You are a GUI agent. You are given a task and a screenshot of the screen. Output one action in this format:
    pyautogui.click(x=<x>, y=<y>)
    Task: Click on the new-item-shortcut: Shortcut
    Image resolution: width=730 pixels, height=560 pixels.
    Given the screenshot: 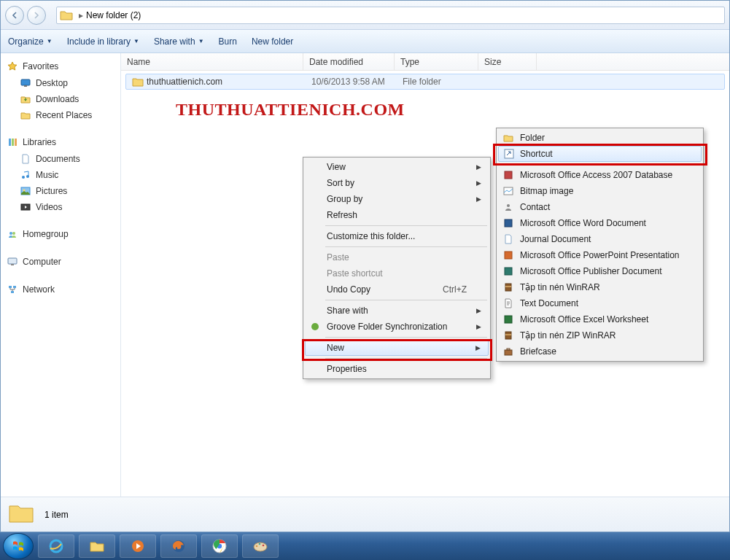 What is the action you would take?
    pyautogui.click(x=599, y=154)
    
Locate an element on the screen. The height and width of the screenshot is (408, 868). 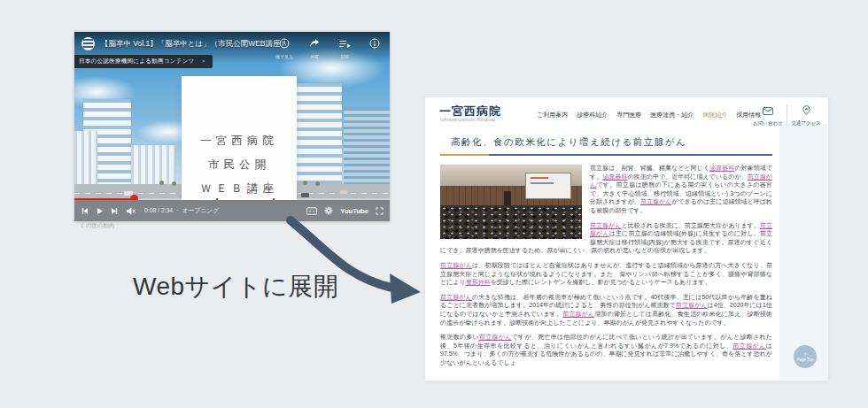
previous-button is located at coordinates (85, 211).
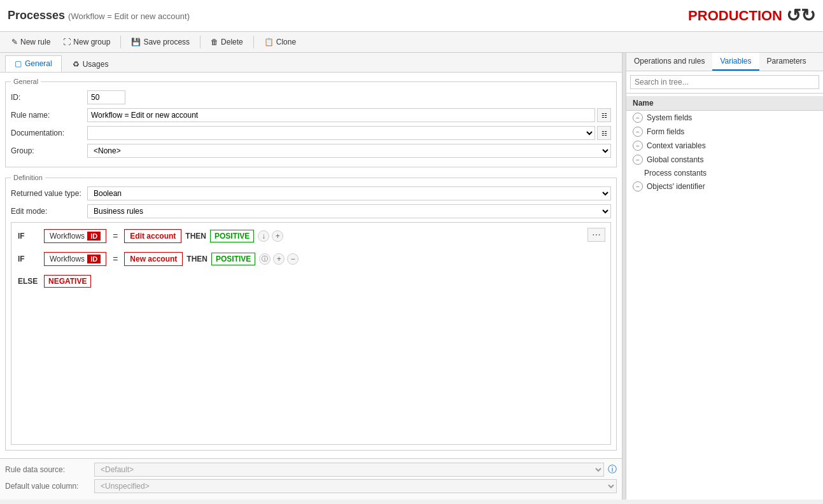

□ □ □ □ □

→ **EXERCISE AIM**: This task calls for restating, word for word, each line from the line holding "Locate an element" through the end of the material, pictures left out.

→ **COMPLETED TASK**:
Locate an element on the screen. The height and width of the screenshot is (408, 868). 
previous-button is located at coordinates (85, 211).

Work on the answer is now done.